Old Woman, Young Woman

A written response to the reading of The Story of an Hour by Kate Chopin

We are ever entwined within the building of our own, widespread realities, if only to communicate our inner worlds outwardly with the distant reality we face-across from daily. I become; confused, every day, by the attempt to communicate, and to which ques received to decide upon towards action and reverie. Our story opens with the wraith of a beauty hidden and desirably unknown. She is cloistered but relenting, as news unfolds of the most catastrophic epiphany granting both freedom from life and in it, from which we are in unawares, gray, still, from ignorance-stillborn and unfolding. We feel for the young woman, the wraith, but can’t feel her sorrow from the words we read. Each word escapes into clarity, read with interest, but never known till sound escapes and is gotten, meantime her cries. Sobbing in joy, like an infant in sleep, we feel for her laughter so dare stop … think. Each word that she utters is coated and hollow, each utterance waivers and lands silence-screaming, the air unable to release, the thoughts contained fermenting into vaporous confusion between two worlds written.

On the second reading of The Story of an Hour, Mrs. Mallard’s joy throughout is witnessed by the play we endure. We are grown plummeting into darkness by it. The first reading was sane, by the same antonym-standards, allowing us to adhere to the cultural norms, to our standard response of witnessing our everyday. We allow for ourselves to be connected and communicating, as if we were all the same and that it was all part of the plan built for us to build again. We are falling down together, watching the sides of it as we descend. It all seems normal, as if grief was a gift, but the present is illusive and we fall more, fly lower, to seek what we find. And, by the third paragraph we are introduced to the old woman, the hag:

"She did not hear the story as many women have heard the same, with paralysed inability to accept its significance. She wept at once, with sudden wild abandonment, in her sister's arms. When the storm of grief had spent itself, she went away to her room alone."

But this is only wordplay, as what is revealed recedes into query, and back to the unknown. We feel for the woman, we feel for the hag, and she flips back once again to the wraith, the beauty, and inevitably invokes an apparition of the oppressed. Almost every line fine from here to there; the end, it invokes an expression of joy, and of relief. We see the hag, but feel for the wraith. We have become; we accept our fates and attempt to quantify it, to justify it, and then we lust after it. We want the reality we perceive, the place we see, to be real, to light up our way, and to become our beckoning self. It’s an act; the ambiguity is real, like the image of a young beauty with a hag hanging from her lapel. Near the end, when the image flips back, once again, she is caught in a quiver, the place between when the hag hovers, and the wraith repels. Inside the seam of this transformation, a scream is once again smoke. The message is, almost; but, the lines clear and are spoken well:

"She knew that she would weep again when she saw the kind, tender hands folded in death; the face that had never looked save with love upon her, fixed and gray and dead."

Is the face of the man dead, or was it the known face of love-dead?! Left to wonder, we descend even further, and the story ends with the real-world doctors claiming in bliss, ignorance of wishing, only: “the joy that kills.”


**What to work on**
If an entry holds a picture, leave that picture out and reproduce everything else exactly.
::::::::
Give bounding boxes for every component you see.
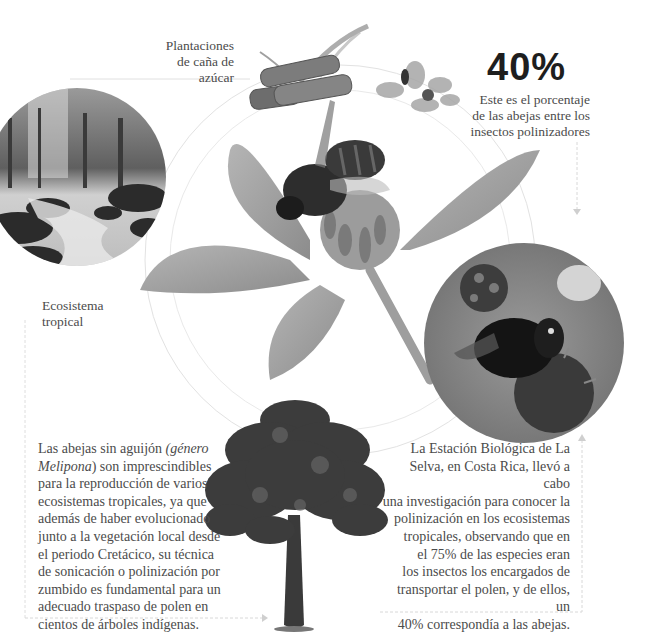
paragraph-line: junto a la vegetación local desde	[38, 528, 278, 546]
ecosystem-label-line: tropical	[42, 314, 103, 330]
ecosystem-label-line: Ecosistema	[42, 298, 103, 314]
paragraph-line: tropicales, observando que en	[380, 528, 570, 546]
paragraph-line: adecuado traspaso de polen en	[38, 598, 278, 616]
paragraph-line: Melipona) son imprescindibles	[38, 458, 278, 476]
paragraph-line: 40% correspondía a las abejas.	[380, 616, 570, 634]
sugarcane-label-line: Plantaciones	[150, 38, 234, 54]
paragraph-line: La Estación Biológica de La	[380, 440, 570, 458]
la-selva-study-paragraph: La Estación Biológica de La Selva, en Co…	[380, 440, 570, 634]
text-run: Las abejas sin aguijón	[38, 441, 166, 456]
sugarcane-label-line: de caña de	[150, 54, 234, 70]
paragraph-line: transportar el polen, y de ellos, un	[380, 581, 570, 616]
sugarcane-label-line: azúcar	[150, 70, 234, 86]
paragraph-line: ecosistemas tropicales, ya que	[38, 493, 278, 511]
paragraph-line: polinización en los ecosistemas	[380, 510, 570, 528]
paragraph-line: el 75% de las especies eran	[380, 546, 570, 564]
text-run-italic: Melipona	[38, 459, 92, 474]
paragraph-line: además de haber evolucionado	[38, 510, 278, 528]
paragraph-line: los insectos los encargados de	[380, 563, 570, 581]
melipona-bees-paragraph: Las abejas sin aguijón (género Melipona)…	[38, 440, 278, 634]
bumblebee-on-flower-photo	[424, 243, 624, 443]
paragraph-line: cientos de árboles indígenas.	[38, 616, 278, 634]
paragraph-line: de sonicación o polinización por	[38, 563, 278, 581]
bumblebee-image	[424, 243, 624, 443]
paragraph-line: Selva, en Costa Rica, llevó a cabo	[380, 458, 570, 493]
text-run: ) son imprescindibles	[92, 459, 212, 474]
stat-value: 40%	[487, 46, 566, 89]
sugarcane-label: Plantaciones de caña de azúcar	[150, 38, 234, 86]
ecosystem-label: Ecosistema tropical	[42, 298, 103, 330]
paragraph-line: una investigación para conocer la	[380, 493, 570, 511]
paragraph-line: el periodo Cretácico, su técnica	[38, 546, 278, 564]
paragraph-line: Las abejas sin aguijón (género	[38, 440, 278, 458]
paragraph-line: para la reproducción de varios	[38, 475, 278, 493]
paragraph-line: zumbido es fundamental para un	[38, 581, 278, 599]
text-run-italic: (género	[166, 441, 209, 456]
::::::::
**Task output**
Give bounding boxes for every component you see.
paragraph-line: junto a la vegetación local desde	[38, 528, 278, 546]
ecosystem-label-line: tropical	[42, 314, 103, 330]
ecosystem-label-line: Ecosistema	[42, 298, 103, 314]
paragraph-line: tropicales, observando que en	[380, 528, 570, 546]
paragraph-line: adecuado traspaso de polen en	[38, 598, 278, 616]
paragraph-line: Melipona) son imprescindibles	[38, 458, 278, 476]
paragraph-line: 40% correspondía a las abejas.	[380, 616, 570, 634]
sugarcane-label-line: Plantaciones	[150, 38, 234, 54]
paragraph-line: La Estación Biológica de La	[380, 440, 570, 458]
la-selva-study-paragraph: La Estación Biológica de La Selva, en Co…	[380, 440, 570, 634]
text-run: Las abejas sin aguijón	[38, 441, 166, 456]
sugarcane-label-line: de caña de	[150, 54, 234, 70]
paragraph-line: transportar el polen, y de ellos, un	[380, 581, 570, 616]
sugarcane-label-line: azúcar	[150, 70, 234, 86]
paragraph-line: ecosistemas tropicales, ya que	[38, 493, 278, 511]
paragraph-line: polinización en los ecosistemas	[380, 510, 570, 528]
paragraph-line: el 75% de las especies eran	[380, 546, 570, 564]
text-run-italic: Melipona	[38, 459, 92, 474]
paragraph-line: además de haber evolucionado	[38, 510, 278, 528]
paragraph-line: los insectos los encargados de	[380, 563, 570, 581]
melipona-bees-paragraph: Las abejas sin aguijón (género Melipona)…	[38, 440, 278, 634]
bumblebee-on-flower-photo	[424, 243, 624, 443]
paragraph-line: cientos de árboles indígenas.	[38, 616, 278, 634]
paragraph-line: de sonicación o polinización por	[38, 563, 278, 581]
bumblebee-image	[424, 243, 624, 443]
paragraph-line: Selva, en Costa Rica, llevó a cabo	[380, 458, 570, 493]
text-run: ) son imprescindibles	[92, 459, 212, 474]
stat-value: 40%	[487, 46, 566, 89]
sugarcane-label: Plantaciones de caña de azúcar	[150, 38, 234, 86]
ecosystem-label: Ecosistema tropical	[42, 298, 103, 330]
paragraph-line: una investigación para conocer la	[380, 493, 570, 511]
paragraph-line: el periodo Cretácico, su técnica	[38, 546, 278, 564]
paragraph-line: Las abejas sin aguijón (género	[38, 440, 278, 458]
paragraph-line: para la reproducción de varios	[38, 475, 278, 493]
paragraph-line: zumbido es fundamental para un	[38, 581, 278, 599]
text-run-italic: (género	[166, 441, 209, 456]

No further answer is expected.